A socket stone, now at Tothby Manor near Alford, is thought to have once been on Mile Cross hill nearby. It is called the Plague Stone.
Crowland – St Guthlac’s Cross
Guthlac’s stone has been researched and illustrated by many historians – it is illustrated in Camden’s Britannia (1695) and in Stukeley’s Itinerarium Curiosum (1724). There is much speculation as to the origin and meaning of the inscription, which appears to have been recut (possibly by the Spalding Gentlemen’s Society) in the 18th century. Camden recorded the inscription as: AIO/HANC/PETRAM/GVTHLACVS/HABET SI-/BI METAM
Crowland – St Vincent’s Cross
Here is a cross of no fixed abode . . . and with an identity problem! What we presently know as St Vincent’s Cross has also been called Kenulph’s Cross and Turketel’s Cross. It is situated just outside the Lincolnshire country boundary (now Peterborough District).
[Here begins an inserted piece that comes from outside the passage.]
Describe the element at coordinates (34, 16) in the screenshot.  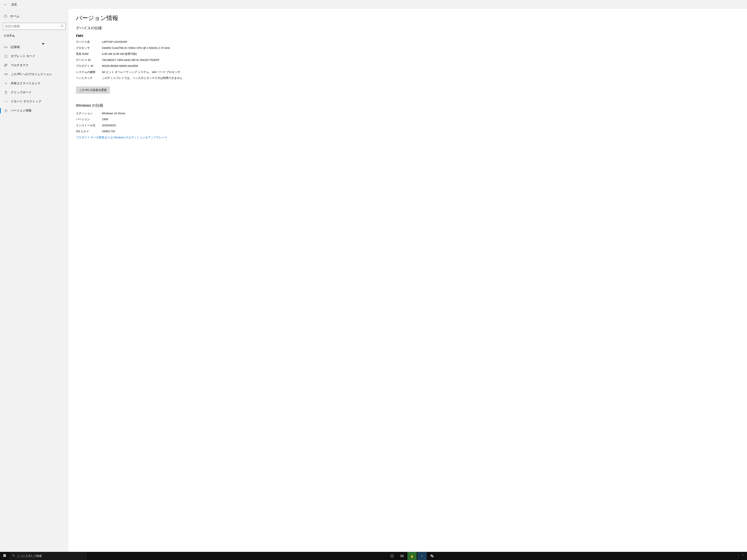
I see `home-button: ホーム` at that location.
The cross stood in a tiny, fenced enclosure in an arable field until 1991, when it was moved to a small, grassed area by the roadside some 250m to the north.
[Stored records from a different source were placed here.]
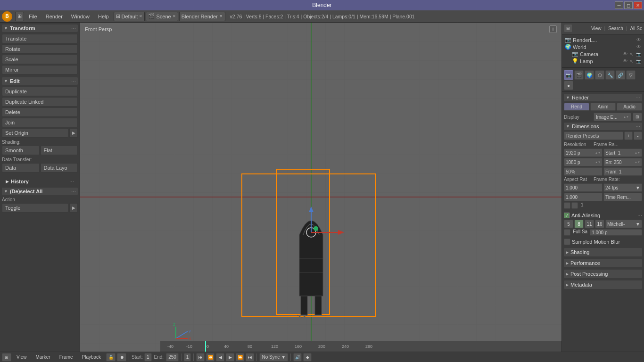 The width and height of the screenshot is (644, 362). What do you see at coordinates (7, 357) in the screenshot?
I see `timeline-type-icon: ⊞` at bounding box center [7, 357].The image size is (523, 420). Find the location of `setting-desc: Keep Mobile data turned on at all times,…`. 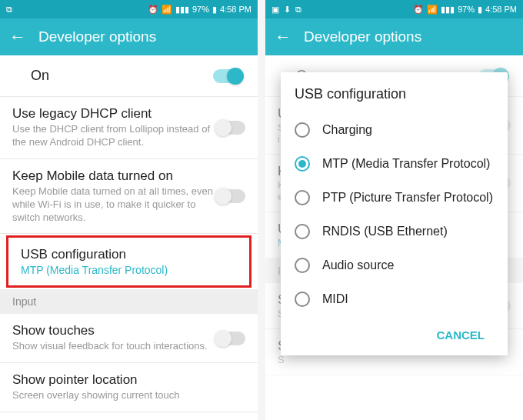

Crowland – Kenulph’s Cross
Kennulph’s Stone was one of the several boundary stones marking the lands of Crowland Abbey. The HER states: After a succession of lawsuits about the possessions of Crowland Abbey in the marshes, and the appointing, in 1389, of a commission to enquire into the marking of boundaries, new stone crosses were erected at Kenulfston and elsewhere. In 1394 men of Deeping destroyed the cross and were imprisoned in Lincoln Castle, where they remained till their friends set up another cross at Kenulfston.
Scredington
The cross on Mareham Lane has been variously described as a Roman milestone, a pilgrim cross and a wayside cross but is almost certainly a boundary cross . . . The earliest reference to the cross is in White’s 1856 Directory which states:’ In a field where there was formerly a lake or mere, is a Roman mile-stone, now called mere-stone.’
Sutton St James (2)
There are the remains of a standing cross about 1.4km south west of St Ives Cross at the crossroads of Broadgate and Old Fen Dike. It was drawn by J C Nattes c.1795 and commented on by Marratt
Tydd St Mary (2) White Cross
There is the buried socket stone of a boundary cross (known as the White Cross or Sutton Cross) on a roadside verge (which is the parish boundary) 80m north of Poultry Farm on Draw Dike between Sutton St James and Tydd St Mary.
Tydd St Mary (3) Manor Hill Cross
There is a boundary cross set on a grass verge on the north east side of the road junction at the southern end of the Master Dike, a drainage channel which runs along the parish boundary between Tydd St Mary and Sutton St James. The cross comprises a sockets stone and part of the shaft.